Master Production Schedule
Name variants
- English
- Master Production Schedule
- Kanji
- 基準生産計画
Quality / Updated / COI
- Quality
- Reviewed
- Updated
- Source
- Citations & Trust
- COI
- none
TL;DR
A Master Production Schedule (MPS) is the time-phased plan for what to produce and when, translating demand plans into executable production commitments within capacity constraints.
Definition
A master production schedule is a detailed, time-based schedule that specifies the quantity and timing of finished goods (or end items) to be produced. It sits between demand planning and detailed material and capacity planning, often serving as an input to material requirements planning (MRP). The MPS must balance demand signals (forecasts and orders) with operational constraints such as capacity, lead times, and inventory targets. A good MPS makes commitments explicit and provides a stable planning signal, reducing schedule churn while still allowing controlled responsiveness.
Decision impact
- Use an MPS to decide production priorities, because it connects demand to capacity and stabilizes execution.
- It guides inventory targets by specifying what will be produced versus what must be stocked or expedited.
- It improves customer promise dates by making lead times and constraints visible in a single plan.
Key takeaways
- Separate the frozen window from flexible periods; stability reduces chaos and expediting cost.
- Reconcile the MPS with capacity; an infeasible schedule is worse than no schedule.
- Use exceptions and rules for changes; uncontrolled replanning creates churn across the supply chain.
- Align inventory policy and service levels; the MPS should reflect how you balance availability and cash.
- Measure schedule adherence; if actual production diverges, fix root causes and planning assumptions.
Misconceptions
- An MPS is not a guarantee that demand will be met; it is a plan based on current assumptions and constraints.
- More frequent changes do not mean better planning; constant churn can reduce throughput and reliability.
- The MPS is not only an operations artifact; sales commitments and finance targets must align to it.
Worked example
A manufacturer receives volatile weekly orders. Without an MPS, the shop floor changes priorities daily and expediting costs rise. The company establishes a weekly MPS with a two-week frozen window. Forecast and confirmed orders feed the schedule, and capacity is checked before committing. When a large order arrives inside the frozen window, the exception rule triggers: leadership must approve any change that displaces committed customer shipments. Over a month, schedule adherence improves, backorders drop, and the team can negotiate realistic promise dates because the MPS makes constraints visible and prevents uncontrolled replanning.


EXERCISE OBJECTIVE:
Work out how many lines of the listing hold the string "located", then answer with that number and nothing else.

EXTRACTED DATA:
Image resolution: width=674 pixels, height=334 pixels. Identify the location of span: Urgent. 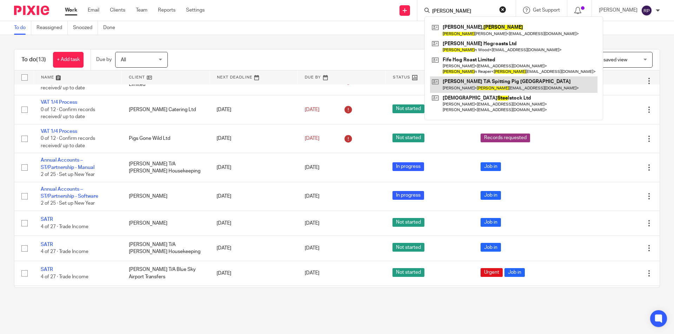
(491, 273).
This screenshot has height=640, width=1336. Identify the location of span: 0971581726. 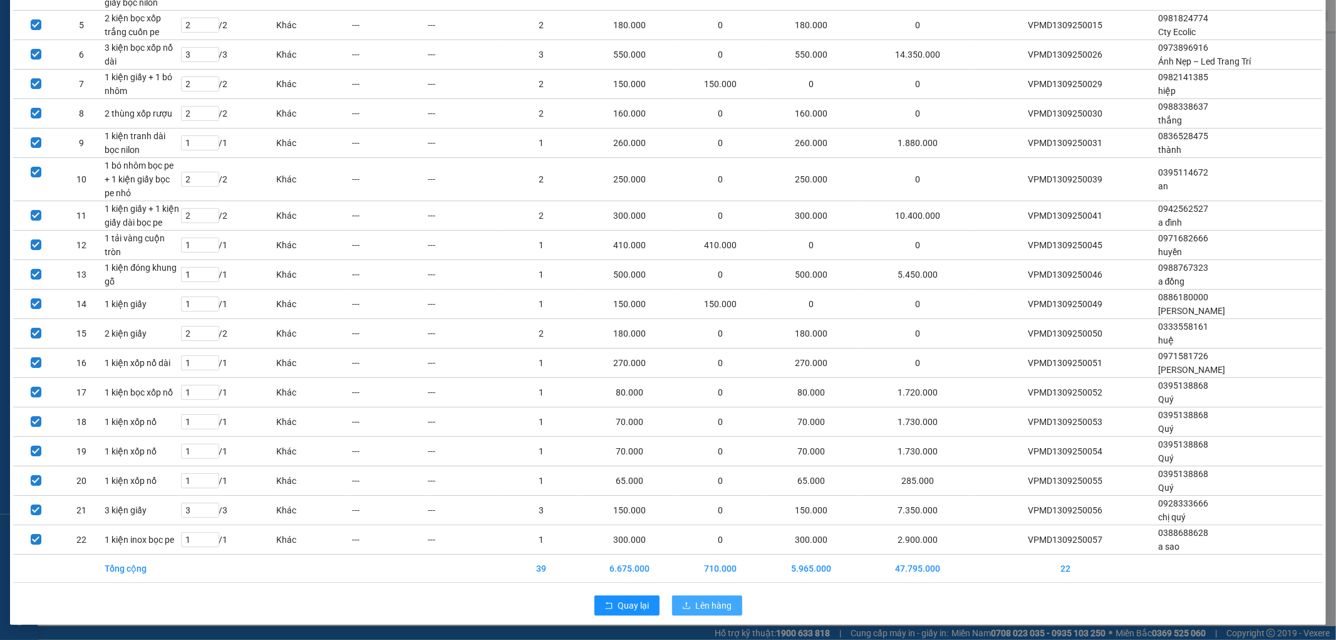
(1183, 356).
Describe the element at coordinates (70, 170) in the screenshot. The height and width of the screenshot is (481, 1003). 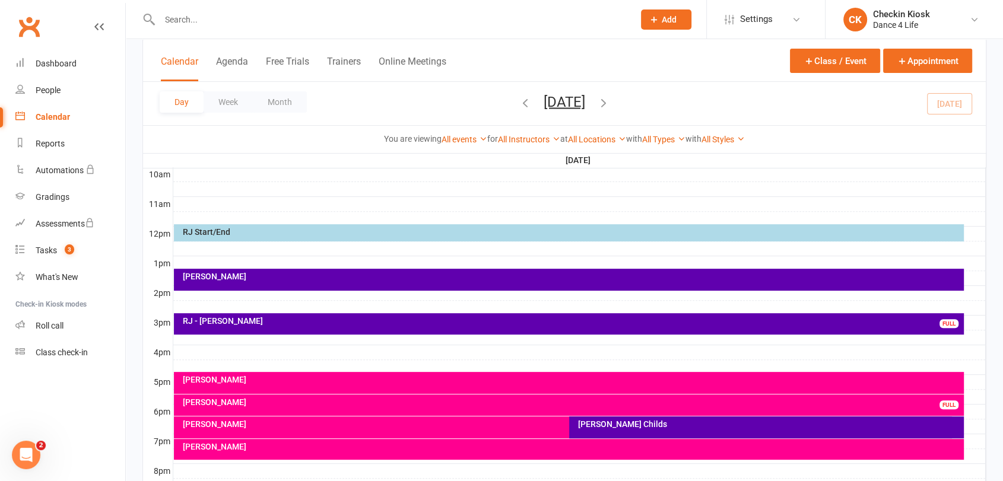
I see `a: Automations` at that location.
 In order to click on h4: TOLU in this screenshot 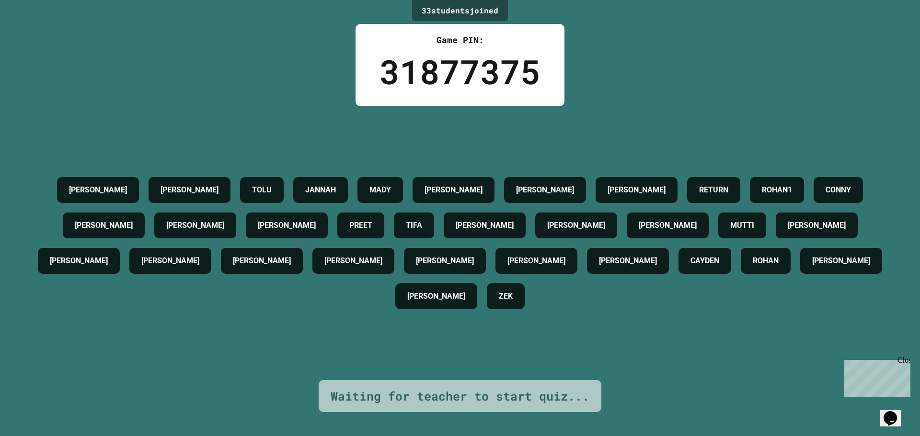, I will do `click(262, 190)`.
...
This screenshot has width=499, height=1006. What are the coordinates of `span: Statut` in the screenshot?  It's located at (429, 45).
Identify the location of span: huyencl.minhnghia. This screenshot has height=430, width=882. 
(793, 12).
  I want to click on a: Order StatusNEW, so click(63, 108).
...
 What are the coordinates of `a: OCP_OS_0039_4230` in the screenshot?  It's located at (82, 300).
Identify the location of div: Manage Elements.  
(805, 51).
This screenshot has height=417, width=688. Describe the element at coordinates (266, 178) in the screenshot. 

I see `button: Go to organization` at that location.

ANSWER AREA:
2